Reputation: 91
int palindrome(char * str){
char * pt1 = str;
char * pt2 = str;
if(pt1==NULL){
std::cout<<"\n invalid string";
return -1;
}
while(*pt2 != '\0')
pt2++;
pt2--;
while(pt1 < pt2){ // why does this work correctly ?
if(*pt1 != *pt2){
std::cout<<"\n not palindrome";
return 0;
}
else{
pt1++;
pt2--;
}
}
std::cout<<"\n yes palindrome";
return 1;
}
hello
this is a function to check if the passed char* points to a palindrome/not.
here two pointers
pt1 - starts from begining moves fwds
pt2 - starts from end moves backwards
now i do not want them to continue once they meet in the middle..
SO i check if always pt1
why? i am not comparing *pt1 vs *pt2.
what values does it compare ?
Upvotes: 2
Views: 181
Reputation: 281
These are the three concepts leading this block of code executing correctly:
Due to the fact that pointers are really just integers (such as 0x000001, 0x000002 etc) you can use comparison operators on them.
Lastly due to the fact that the memory for the string will be continuous and increasing, there is a level of abstraction that you can make: Pointers further along in memory will evaluate as greater than addresses earlier in memory.
Upvotes: 3
Reputation: 5664
There two kinds of comparison you use in your code, pt1 < pt2
and *pt1 != *pt2
. In the first case, you compare memory addresses, i.e. where in the string you are right now. Once pt1 >= pt2
, your pointers are crossing or will have crossed. In the second case, you dereference pointers using the *
-operator and compare the values these pointers point to.
Upvotes: 1
Reputation: 412
Pointers are addresses. When you compare two pointers it's comparing their addresses, which is wrong for your use. You'll need to maintain an offset or other variables of the integer kind to figure out when the positions meet.
Upvotes: -3
Reputation: 106609
Pointers model memory addresses. Because the first pointer points somewhere in memory before the second, the less than comparison succeeds.
They don't continue when they meet in the middle because when a == b
, then a < b
must be false.
Upvotes: 1
Reputation: 21793
A pointer points to a place in memory. The value of a pointer is thus a memory address. For a given memory allocation, every byte in it is contiguous and has the next higher address assigned to it (0x0000, 0x0001, 0x0002 and so on) So, when a pointer is greater than another pointer and both pointers belong to the same memory allocation, it is further along in said allocation.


What you are asked to do: A single count is required: the lines of the data below in which the word "this" occurs.

Entries shown:
══════════

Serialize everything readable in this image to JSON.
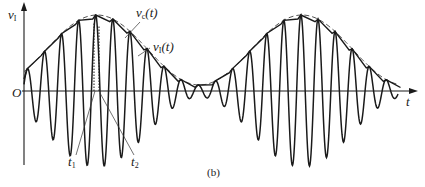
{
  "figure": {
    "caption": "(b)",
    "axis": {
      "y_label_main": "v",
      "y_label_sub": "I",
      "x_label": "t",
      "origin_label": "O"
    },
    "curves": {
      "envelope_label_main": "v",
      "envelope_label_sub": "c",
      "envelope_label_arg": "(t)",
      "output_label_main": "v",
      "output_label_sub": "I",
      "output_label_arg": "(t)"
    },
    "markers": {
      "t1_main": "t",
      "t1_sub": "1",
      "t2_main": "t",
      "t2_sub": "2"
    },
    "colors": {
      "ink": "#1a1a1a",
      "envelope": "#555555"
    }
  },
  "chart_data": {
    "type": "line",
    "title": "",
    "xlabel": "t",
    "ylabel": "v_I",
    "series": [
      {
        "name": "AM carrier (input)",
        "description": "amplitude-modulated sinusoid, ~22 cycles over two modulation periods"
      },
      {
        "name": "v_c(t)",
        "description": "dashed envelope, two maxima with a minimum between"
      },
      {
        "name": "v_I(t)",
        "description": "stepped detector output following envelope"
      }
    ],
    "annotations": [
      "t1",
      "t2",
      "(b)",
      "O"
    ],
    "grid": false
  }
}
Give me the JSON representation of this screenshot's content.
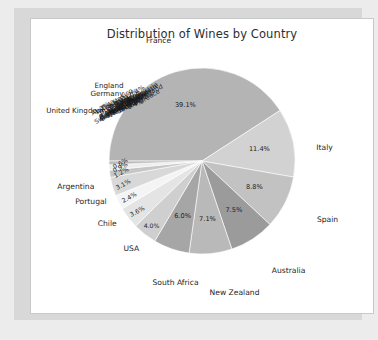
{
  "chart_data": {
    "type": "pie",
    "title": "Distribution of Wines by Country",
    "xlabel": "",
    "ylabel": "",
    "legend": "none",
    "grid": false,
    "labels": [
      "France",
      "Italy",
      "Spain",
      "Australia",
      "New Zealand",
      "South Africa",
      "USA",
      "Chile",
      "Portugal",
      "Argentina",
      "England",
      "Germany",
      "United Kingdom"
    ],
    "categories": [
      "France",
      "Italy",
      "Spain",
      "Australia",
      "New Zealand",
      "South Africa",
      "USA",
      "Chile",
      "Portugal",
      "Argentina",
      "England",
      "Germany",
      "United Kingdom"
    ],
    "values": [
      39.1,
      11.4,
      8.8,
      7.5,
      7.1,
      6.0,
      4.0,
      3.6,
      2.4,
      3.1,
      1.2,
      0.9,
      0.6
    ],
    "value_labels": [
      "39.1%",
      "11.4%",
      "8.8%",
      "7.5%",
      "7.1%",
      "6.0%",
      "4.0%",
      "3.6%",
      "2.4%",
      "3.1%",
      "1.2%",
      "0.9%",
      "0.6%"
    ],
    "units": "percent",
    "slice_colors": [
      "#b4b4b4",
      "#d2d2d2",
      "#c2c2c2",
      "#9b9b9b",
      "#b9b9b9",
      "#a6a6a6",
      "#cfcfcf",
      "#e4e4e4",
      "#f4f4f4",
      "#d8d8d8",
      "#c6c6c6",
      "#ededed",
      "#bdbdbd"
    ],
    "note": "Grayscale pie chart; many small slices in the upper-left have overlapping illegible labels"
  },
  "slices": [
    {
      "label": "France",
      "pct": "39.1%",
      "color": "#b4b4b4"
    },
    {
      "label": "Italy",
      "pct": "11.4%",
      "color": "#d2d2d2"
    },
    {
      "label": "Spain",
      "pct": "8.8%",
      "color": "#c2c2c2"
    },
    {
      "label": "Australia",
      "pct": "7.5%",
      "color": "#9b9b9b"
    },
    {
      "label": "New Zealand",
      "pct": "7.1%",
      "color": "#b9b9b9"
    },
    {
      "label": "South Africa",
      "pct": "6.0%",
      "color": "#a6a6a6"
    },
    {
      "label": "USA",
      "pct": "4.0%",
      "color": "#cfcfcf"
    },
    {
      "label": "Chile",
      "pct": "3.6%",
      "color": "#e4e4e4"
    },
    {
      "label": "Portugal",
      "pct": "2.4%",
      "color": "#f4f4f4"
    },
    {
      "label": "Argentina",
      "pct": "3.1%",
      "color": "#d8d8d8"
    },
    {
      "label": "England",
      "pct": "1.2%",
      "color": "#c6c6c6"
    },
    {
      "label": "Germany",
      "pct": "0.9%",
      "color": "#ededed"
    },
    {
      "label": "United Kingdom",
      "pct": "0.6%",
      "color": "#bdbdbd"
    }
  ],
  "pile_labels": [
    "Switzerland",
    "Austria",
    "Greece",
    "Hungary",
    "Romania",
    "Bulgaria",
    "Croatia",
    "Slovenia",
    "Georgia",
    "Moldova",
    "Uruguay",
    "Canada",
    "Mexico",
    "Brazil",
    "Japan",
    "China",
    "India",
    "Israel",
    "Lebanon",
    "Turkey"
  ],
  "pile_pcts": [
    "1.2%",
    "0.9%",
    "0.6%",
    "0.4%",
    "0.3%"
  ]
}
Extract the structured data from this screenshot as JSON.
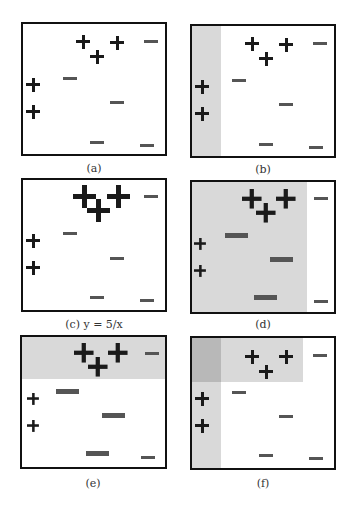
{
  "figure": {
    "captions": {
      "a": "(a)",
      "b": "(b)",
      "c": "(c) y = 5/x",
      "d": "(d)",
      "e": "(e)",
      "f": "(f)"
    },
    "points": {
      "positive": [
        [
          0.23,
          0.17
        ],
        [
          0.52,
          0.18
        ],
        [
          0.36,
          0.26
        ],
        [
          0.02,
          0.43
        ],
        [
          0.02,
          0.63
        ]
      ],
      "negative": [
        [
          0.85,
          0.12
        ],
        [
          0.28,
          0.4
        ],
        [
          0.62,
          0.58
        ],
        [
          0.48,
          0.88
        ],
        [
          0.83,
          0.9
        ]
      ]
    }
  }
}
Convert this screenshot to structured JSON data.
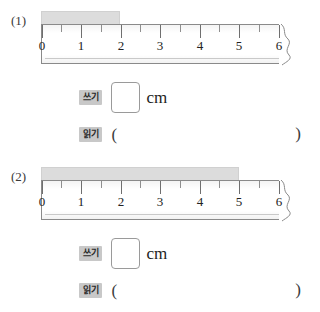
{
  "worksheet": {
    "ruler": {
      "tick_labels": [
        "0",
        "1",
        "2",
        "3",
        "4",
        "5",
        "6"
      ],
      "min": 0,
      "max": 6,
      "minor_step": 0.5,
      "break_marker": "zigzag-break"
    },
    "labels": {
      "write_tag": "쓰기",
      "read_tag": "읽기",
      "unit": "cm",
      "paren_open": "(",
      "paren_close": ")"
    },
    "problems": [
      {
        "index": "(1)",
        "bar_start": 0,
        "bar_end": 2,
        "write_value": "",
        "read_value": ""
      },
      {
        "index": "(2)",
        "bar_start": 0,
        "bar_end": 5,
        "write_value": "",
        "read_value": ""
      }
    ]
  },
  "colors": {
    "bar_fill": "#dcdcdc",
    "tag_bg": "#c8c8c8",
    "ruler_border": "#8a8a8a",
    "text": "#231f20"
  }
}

══════════

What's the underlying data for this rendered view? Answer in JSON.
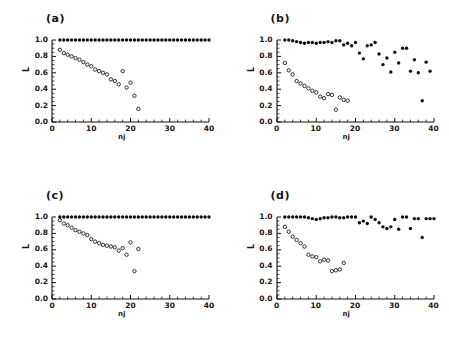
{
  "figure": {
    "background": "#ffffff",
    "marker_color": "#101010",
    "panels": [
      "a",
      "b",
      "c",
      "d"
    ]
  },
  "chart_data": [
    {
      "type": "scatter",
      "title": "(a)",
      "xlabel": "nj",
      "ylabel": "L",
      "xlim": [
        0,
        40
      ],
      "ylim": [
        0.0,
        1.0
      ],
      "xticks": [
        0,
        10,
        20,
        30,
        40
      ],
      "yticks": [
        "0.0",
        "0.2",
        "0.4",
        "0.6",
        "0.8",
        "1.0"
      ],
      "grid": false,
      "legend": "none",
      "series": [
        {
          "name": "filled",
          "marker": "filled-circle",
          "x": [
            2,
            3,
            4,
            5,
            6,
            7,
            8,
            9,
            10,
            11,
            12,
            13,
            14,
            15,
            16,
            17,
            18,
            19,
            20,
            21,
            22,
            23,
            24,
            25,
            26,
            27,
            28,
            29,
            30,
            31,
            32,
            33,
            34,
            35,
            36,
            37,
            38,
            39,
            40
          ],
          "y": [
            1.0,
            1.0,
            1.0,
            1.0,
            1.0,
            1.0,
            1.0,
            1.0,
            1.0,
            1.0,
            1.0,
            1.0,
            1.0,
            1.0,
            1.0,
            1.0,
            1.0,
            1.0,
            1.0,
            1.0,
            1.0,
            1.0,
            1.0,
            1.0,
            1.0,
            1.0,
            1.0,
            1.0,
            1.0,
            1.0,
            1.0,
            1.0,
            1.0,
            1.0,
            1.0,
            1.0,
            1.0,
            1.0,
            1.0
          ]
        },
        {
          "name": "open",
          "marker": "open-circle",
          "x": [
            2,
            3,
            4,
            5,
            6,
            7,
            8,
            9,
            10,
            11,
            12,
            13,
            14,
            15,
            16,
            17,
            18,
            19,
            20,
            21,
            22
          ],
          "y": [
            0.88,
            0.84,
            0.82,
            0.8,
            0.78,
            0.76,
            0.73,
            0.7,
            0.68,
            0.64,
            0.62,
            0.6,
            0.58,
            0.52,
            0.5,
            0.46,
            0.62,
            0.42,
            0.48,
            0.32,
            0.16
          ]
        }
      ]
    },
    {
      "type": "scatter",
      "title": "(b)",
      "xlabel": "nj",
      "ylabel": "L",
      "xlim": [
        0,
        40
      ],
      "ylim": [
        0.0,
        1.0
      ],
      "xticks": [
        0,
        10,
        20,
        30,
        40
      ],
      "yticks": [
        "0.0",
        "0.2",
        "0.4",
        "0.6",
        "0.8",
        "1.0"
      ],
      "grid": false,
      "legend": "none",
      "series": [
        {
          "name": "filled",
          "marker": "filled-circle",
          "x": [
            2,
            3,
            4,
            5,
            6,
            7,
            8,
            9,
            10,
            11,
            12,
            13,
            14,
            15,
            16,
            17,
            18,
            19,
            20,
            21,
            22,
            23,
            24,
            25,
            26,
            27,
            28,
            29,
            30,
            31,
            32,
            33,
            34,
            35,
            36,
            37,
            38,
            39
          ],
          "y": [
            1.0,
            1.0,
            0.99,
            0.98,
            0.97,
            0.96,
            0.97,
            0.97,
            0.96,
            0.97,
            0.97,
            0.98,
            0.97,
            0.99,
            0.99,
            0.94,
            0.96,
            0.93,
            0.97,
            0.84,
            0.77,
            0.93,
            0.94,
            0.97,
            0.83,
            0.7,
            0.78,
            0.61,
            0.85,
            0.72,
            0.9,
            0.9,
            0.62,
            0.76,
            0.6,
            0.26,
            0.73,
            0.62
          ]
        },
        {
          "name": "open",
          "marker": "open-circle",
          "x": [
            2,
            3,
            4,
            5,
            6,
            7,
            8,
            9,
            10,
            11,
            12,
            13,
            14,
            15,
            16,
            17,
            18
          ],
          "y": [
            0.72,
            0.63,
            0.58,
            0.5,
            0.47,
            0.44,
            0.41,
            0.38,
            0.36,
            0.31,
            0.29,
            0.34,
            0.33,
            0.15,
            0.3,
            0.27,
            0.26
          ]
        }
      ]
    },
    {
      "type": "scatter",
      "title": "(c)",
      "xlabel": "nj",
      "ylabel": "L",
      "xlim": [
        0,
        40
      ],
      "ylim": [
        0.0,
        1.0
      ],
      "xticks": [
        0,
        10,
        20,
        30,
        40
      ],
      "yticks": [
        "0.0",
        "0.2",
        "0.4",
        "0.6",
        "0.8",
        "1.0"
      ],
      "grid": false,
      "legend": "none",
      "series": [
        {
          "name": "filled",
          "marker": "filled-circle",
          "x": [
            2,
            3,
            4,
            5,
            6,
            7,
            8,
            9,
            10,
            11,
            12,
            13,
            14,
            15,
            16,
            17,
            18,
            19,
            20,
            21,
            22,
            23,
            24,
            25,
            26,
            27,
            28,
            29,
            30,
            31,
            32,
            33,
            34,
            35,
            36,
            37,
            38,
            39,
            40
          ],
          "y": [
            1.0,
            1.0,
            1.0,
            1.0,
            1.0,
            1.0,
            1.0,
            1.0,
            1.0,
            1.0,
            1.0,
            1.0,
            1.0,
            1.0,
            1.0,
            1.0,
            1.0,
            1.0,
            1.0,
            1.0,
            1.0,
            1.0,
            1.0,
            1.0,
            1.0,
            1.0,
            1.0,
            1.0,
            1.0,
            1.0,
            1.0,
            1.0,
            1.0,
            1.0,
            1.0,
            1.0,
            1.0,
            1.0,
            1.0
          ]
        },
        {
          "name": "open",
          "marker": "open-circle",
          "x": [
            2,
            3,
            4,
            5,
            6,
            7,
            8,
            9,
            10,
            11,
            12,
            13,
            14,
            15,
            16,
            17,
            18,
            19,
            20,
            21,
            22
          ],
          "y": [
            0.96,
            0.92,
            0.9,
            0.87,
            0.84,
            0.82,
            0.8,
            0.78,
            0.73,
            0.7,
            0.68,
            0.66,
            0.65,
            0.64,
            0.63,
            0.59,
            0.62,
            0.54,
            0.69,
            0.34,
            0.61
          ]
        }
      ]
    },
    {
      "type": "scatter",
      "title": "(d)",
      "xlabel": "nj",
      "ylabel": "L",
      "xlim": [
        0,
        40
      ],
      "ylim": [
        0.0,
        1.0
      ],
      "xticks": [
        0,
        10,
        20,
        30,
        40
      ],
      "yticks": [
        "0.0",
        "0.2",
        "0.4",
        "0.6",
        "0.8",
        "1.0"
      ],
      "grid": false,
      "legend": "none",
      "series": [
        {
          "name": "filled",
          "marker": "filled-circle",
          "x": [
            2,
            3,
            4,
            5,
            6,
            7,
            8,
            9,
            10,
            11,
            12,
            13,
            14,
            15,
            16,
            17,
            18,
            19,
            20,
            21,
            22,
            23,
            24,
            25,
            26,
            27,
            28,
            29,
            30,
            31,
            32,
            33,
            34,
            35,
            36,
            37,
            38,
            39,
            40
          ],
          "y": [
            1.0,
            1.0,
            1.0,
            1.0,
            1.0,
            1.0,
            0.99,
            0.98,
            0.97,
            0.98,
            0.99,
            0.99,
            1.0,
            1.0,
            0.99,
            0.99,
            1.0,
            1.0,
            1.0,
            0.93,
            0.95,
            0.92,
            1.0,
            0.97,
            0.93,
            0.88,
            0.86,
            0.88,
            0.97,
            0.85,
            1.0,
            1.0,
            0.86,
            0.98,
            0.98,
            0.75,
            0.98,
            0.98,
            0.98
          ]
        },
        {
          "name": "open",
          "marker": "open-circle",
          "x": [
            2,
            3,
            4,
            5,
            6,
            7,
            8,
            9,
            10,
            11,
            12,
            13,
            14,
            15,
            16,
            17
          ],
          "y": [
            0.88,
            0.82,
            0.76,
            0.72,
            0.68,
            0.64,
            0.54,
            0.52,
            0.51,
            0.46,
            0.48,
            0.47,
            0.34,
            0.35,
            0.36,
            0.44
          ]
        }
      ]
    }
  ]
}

══════════

Written answer: 5